And the official provides the following timeline:
–Around 9:40pm (local) the first call comes in to the Annex that the Mission is coming under attack.
–Fewer than 25 minutes later, a security team left the Annex for the Mission.
–Over the next 25 minutes, team members approach the compound, attempt to secure heavy weapons, and make their way onto the compound itself in the face of enemy fire.
–At 11:11pm, the requested ISR arrives over the Mission compound.
–By 11:30pm, all US personnel, except for the missing US Ambassador, depart the Mission. The exiting vehicles come under fire.
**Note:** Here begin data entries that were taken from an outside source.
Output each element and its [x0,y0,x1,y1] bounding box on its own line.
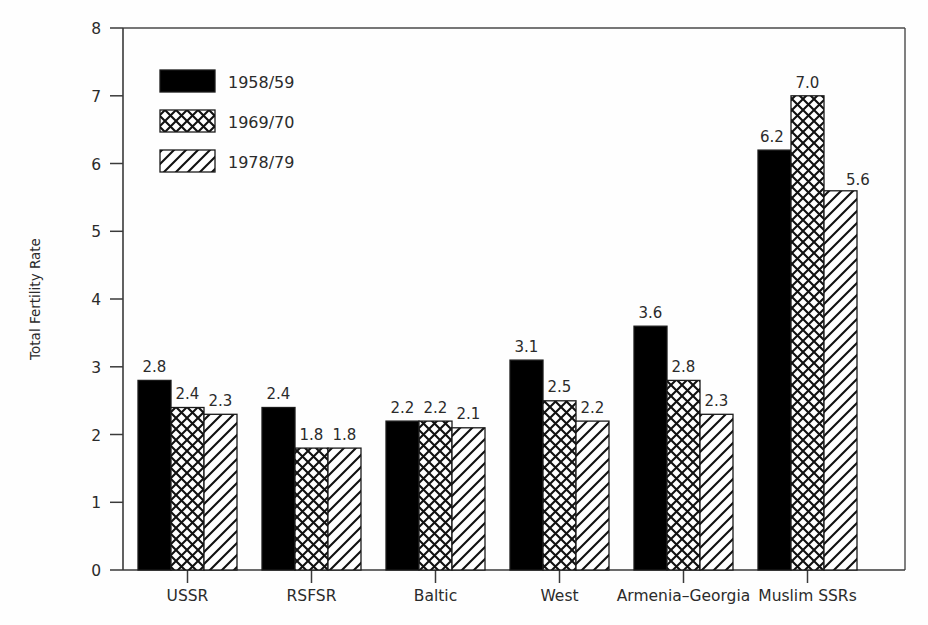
legend-swatch-1958-59 [160,70,215,92]
legend-label: 1969/70 [228,113,294,132]
legend-swatch-1969-70 [160,110,215,132]
y-tick-label: 5 [91,223,101,241]
bar-value-label: 6.2 [760,128,784,146]
y-tick-label: 3 [91,359,101,377]
legend-swatch-1978-79 [160,150,215,172]
legend-label: 1978/79 [228,153,294,172]
bar-1958-59[interactable] [510,360,543,570]
bar-1958-59[interactable] [386,421,419,570]
legend-item[interactable]: 1969/70 [160,110,294,132]
bar-value-label: 2.3 [705,392,729,410]
bar-1969-70[interactable] [543,401,576,570]
bar-1978-79[interactable] [700,414,733,570]
bar-value-label: 1.8 [333,426,357,444]
x-category-label: Muslim SSRs [758,587,856,605]
bar-value-label: 3.6 [639,304,663,322]
bar-1978-79[interactable] [576,421,609,570]
bar-1969-70[interactable] [667,380,700,570]
y-tick-label: 6 [91,156,101,174]
y-tick-label: 1 [91,494,101,512]
y-tick-label: 0 [91,562,101,580]
bar-1978-79[interactable] [824,191,857,570]
bar-value-label: 2.5 [548,378,572,396]
bar-1978-79[interactable] [328,448,361,570]
bar-1969-70[interactable] [419,421,452,570]
legend: 1958/59 1969/70 1978/79 [160,70,294,172]
y-tick-label: 2 [91,427,101,445]
bar-value-label: 3.1 [515,338,539,356]
bar-1969-70[interactable] [791,96,824,570]
y-tick-label: 4 [91,291,101,309]
x-category-label: Armenia–Georgia [617,587,751,605]
bar-1978-79[interactable] [204,414,237,570]
bar-1978-79[interactable] [452,428,485,570]
legend-item[interactable]: 1978/79 [160,150,294,172]
x-category-label: West [540,587,578,605]
y-axis-title: Total Fertility Rate [27,238,43,361]
bar-value-label: 2.2 [424,399,448,417]
fertility-rate-bar-chart: 8 7 6 5 4 3 2 1 0 Total Fertility Rate U… [0,0,928,625]
bar-value-label: 2.4 [176,385,200,403]
y-tick-label: 7 [91,88,101,106]
bar-1958-59[interactable] [262,408,295,571]
bar-value-label: 5.6 [846,171,870,189]
bar-value-label: 7.0 [796,74,820,92]
bar-value-label: 2.8 [143,358,167,376]
bar-1958-59[interactable] [758,150,791,570]
bar-value-label: 2.8 [672,358,696,376]
bar-1958-59[interactable] [138,380,171,570]
y-tick-label: 8 [91,20,101,38]
legend-item[interactable]: 1958/59 [160,70,294,92]
bar-value-label: 2.2 [391,399,415,417]
bar-1969-70[interactable] [295,448,328,570]
bar-1958-59[interactable] [634,326,667,570]
x-category-label: RSFSR [287,587,337,605]
bar-value-label: 2.2 [581,399,605,417]
bar-value-label: 2.1 [457,405,481,423]
bar-value-label: 2.3 [209,392,233,410]
legend-label: 1958/59 [228,73,294,92]
bar-1969-70[interactable] [171,408,204,571]
bar-value-label: 1.8 [300,426,324,444]
x-category-label: USSR [167,587,209,605]
x-category-label: Baltic [414,587,457,605]
bar-value-label: 2.4 [267,385,291,403]
chart-canvas: 8 7 6 5 4 3 2 1 0 Total Fertility Rate U… [0,0,928,625]
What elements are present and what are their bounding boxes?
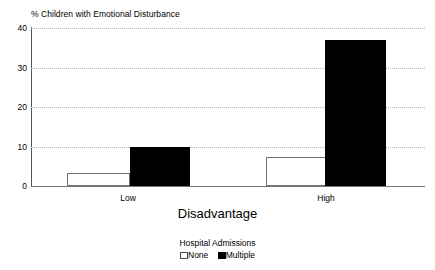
y-tick-label-20: 20 bbox=[3, 103, 27, 112]
legend-title: Hospital Admissions bbox=[0, 238, 435, 249]
x-axis-title: Disadvantage bbox=[0, 206, 435, 222]
legend-entries: None Multiple bbox=[0, 250, 435, 261]
legend-item-multiple: Multiple bbox=[218, 250, 255, 261]
legend-label-none: None bbox=[188, 250, 208, 261]
legend-swatch-none-icon bbox=[180, 252, 188, 259]
legend-item-none: None bbox=[180, 250, 208, 261]
chart-title: % Children with Emotional Disturbance bbox=[31, 9, 180, 19]
legend-swatch-multiple-icon bbox=[218, 252, 226, 259]
plot-area bbox=[31, 28, 425, 186]
bar-low-multiple bbox=[130, 147, 190, 187]
bar-high-multiple bbox=[325, 40, 386, 186]
bar-high-none bbox=[266, 157, 326, 186]
y-tick-label-40: 40 bbox=[3, 24, 27, 33]
legend: Hospital Admissions None Multiple bbox=[0, 238, 435, 261]
y-tick-label-0: 0 bbox=[3, 182, 27, 191]
x-tick-label-high: High bbox=[317, 193, 334, 203]
y-tick-label-10: 10 bbox=[3, 142, 27, 151]
y-tick-label-30: 30 bbox=[3, 63, 27, 72]
legend-label-multiple: Multiple bbox=[226, 250, 255, 261]
bar-chart: % Children with Emotional Disturbance 0 … bbox=[0, 0, 435, 270]
bar-low-none bbox=[67, 173, 130, 186]
x-tick-label-low: Low bbox=[120, 193, 136, 203]
x-axis-line bbox=[31, 186, 425, 187]
gridline-40 bbox=[31, 28, 425, 29]
y-axis-tick-labels: 0 10 20 30 40 bbox=[0, 28, 27, 186]
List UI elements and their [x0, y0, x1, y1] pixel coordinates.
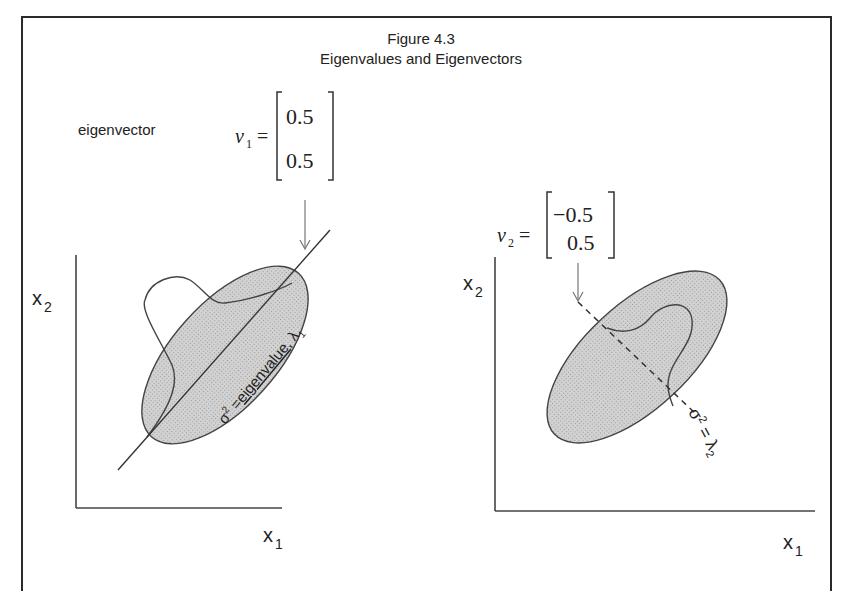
left-ellipse — [113, 238, 337, 471]
v1-axis-line — [118, 230, 330, 470]
svg-text:1: 1 — [275, 536, 283, 552]
svg-text:x: x — [263, 524, 273, 546]
svg-text:2: 2 — [508, 236, 514, 250]
svg-text:0.5: 0.5 — [567, 230, 595, 255]
left-panel: eigenvector v 1 = 0.5 0.5 x 2 x 1 — [32, 92, 337, 552]
eigenvector-label: eigenvector — [78, 121, 156, 138]
svg-text:2: 2 — [44, 299, 52, 315]
svg-text:1: 1 — [795, 543, 803, 559]
v2-vector-label: v 2 = −0.5 0.5 — [497, 192, 614, 258]
right-panel: v 2 = −0.5 0.5 x 2 x 1 σ2 = λ2 — [463, 192, 815, 559]
svg-text:v: v — [497, 224, 506, 246]
svg-text:0.5: 0.5 — [286, 104, 314, 129]
svg-text:=: = — [519, 224, 530, 246]
svg-text:=: = — [257, 125, 268, 147]
svg-text:x: x — [783, 531, 793, 553]
svg-text:1: 1 — [246, 137, 252, 151]
svg-text:v: v — [235, 125, 244, 147]
svg-text:2: 2 — [475, 284, 483, 300]
left-y-axis-label: x 2 — [32, 287, 52, 315]
svg-text:x: x — [463, 272, 473, 294]
svg-text:−0.5: −0.5 — [553, 202, 593, 227]
svg-text:x: x — [32, 287, 42, 309]
v1-vector-label: v 1 = 0.5 0.5 — [235, 92, 333, 180]
svg-text:0.5: 0.5 — [286, 148, 314, 173]
svg-text:σ2 = λ2: σ2 = λ2 — [683, 404, 726, 459]
lambda2-annotation: σ2 = λ2 — [683, 404, 726, 459]
left-x-axis-label: x 1 — [263, 524, 283, 552]
right-x-axis-label: x 1 — [783, 531, 803, 559]
right-y-axis-label: x 2 — [463, 272, 483, 300]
–Over the next roughly 90 minutes, the Annex receives sporadic small arms fire and RPG rounds; the security team returns fire, and the attackers disperse (approx 1am).
–At about the same time, a team of additional security personnel lands at the Benghazi airport, negotiates for transport into town, and upon learning the Ambassador was missing and that the situation at the Annex had calmed, focused on locating the Ambassador, and trying to secure information on the security situation at the hospital.
–Still pre-dawn timeframe, that team at the airport finally manages to secure transportation and armed escort and — having learned that the Ambassador was almost certainly dead and that the security situation at the hospital was uncertain — heads to the Annex to assist with the evacuation.
–They arrive with Libyan support at the Annex at 5:15am, just before the mortar rounds begin to hit the Annex. The two security officers were killed when they took direct mortar fire as they engaged the enemy. That attack lasted only 11 minutes then also dissipated.
–Less than an hour later, a heavily armed Libyan military unit arrived to help evacuate the compound of all US personnel.